There is scientific evidence that these symptoms can progress to diseases such as asthma, heart disease and heart attacks (because secondhand smoke thickens the blood and can cause dangerous clots), lung cancer and other cancers. 

Infants exposed to secondhand smoke, (even when inhaling toxic smoke particles on clothing worn by non-smokers) are much more likely to die of Sudden Infant Death Syndrome (SIDS or crib death), according to the Environmental Protection Agency. 

Outdoor air toxicologists and the California Environmental Protection Agency and the Surgeon General have recently issued reports that secondhand smoke is a dangerous toxic air contaminant, for which there is no known safe level of exposure.

For more information on scientific studies about health hazards of second hand smoke exposure, visit the following websites:

California Environmental Protection Agency, Air Resource Board
Environmental Tobacco Smoke: A Toxic Air Contaminant fact sheet

Text Box:  U.S. Surgeon General
The Health Consequences of Involuntary Exposure to Tobacco Smoke
Press Release
Full Report

Second Hand Smoke: What it means to you

Repace Associates, Inc. Secondhand Smoke Consultant
Fact Sheet on Secondhand Smoke

Text Box:  Tobacco Scam- UCSF

Real-Time Monitoring of Outdoor Environmental Tobacco Smoke Concentrations: A Pilot Study.
Neil E. Klepeis, Wayne R. Ott, Paul Switzer.
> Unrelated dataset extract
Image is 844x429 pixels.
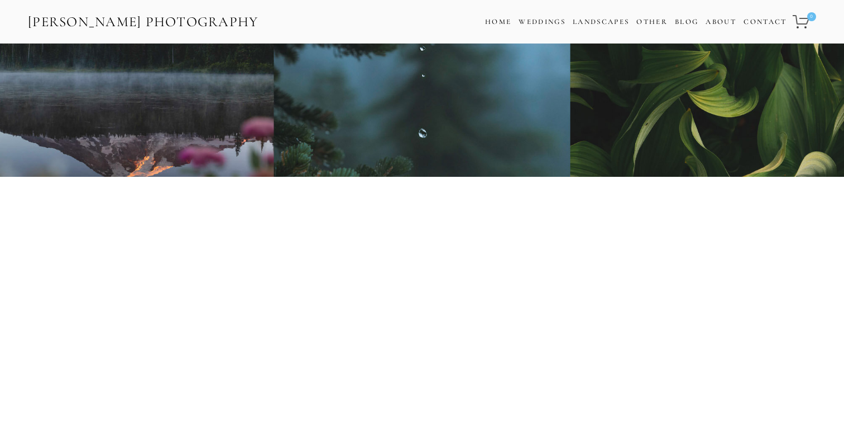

Stanford University Department of Statistics. University of California, San Francisco
(March 1,2004).

California’s Clean Air Project
California’s Clean Air Project (CCAP) works to fight the effects of secondhand smoke. CCAP helps health departments and other agencies implement educational and policy initiatives through technical assistance and training programs.

Stanford News Release

Realtime study confirms the risk of exposure to secondhand tobacco outdoors

 

The following websites deal with public health law and legal resources:

The Technical Assistance Legal Center
The Technical Assistance Legal Center (TALC) provides free legal assistance on tobacco control issues. It provides legal fact sheets and case studies to help California communities design, implement, and enforce tobacco control polities.

Tobacco Control Legal Consortium
The Tobacco Control Legal Consortium of William Mitchell College of Law works on improving tobacco control laws and policies nationwide. Focuses on helping policy makers, health professionals, and nonprofit organizations address the legal issues surrounding tobacco control, including drifting smoke in multi-unit housing.